Commentary: Political Art

There was a point when I was heavily involved on Facebook, skirmishing with the conformist drones of the art world. When someone posted a call for liberal agenda art, this was my response:

Too much of contemporary art tries to use sociology as a short cut to significance. Propaganda is feeble art no matter what cause it supports. Art is about a deeper experience than a debate about public policies. What makes Guernica powerful is not a specific protest but the universal depiction of the human condition. So what I am going to do is go as deep into my art as possible and be true to my vision. Separate from my art is the discussion of how our cultural elites have created a corrupted and doomed system that I am determined to see dismantled.
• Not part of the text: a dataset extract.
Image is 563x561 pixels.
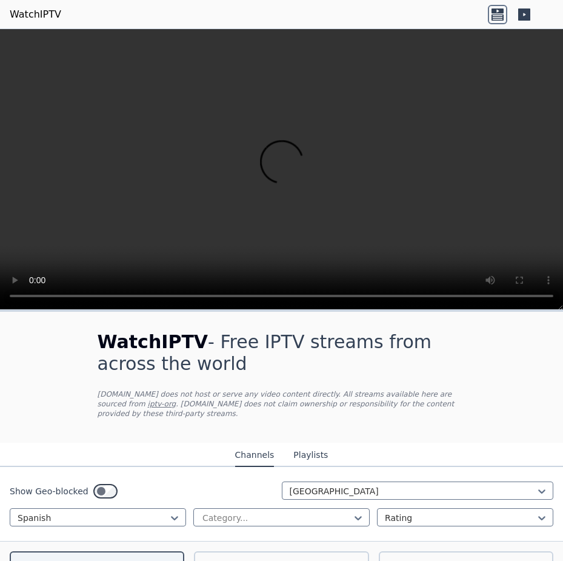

Propaganda visual art is preaching to the choir. It lets everybody who already agrees with it feel righteous for a moment without really taking any substantive action. It does not work as outreach-a painting will not persuade anyone to change their opinion on a complex issue. Art is ineffective as a tool of debate, because that is not the level it communicates on. Emphasizing politics has been part of the general decline of the art establishment over the last few decades, where context and theory have taken the place of powerful work that succeeds on its own terms. If someone feels passionate on a cause and pours it into their work, then that may be honest, but if politics is all it’s about, it’s limiting and will be ultimately less successful as art. The easier it is to explain what a piece is about the weaker it is as art, and political art is all about delivering simple messages. There is a lot of work to be done out there, but if people really want to make institutional changes art is not the way to make it happen. It takes other kind of work.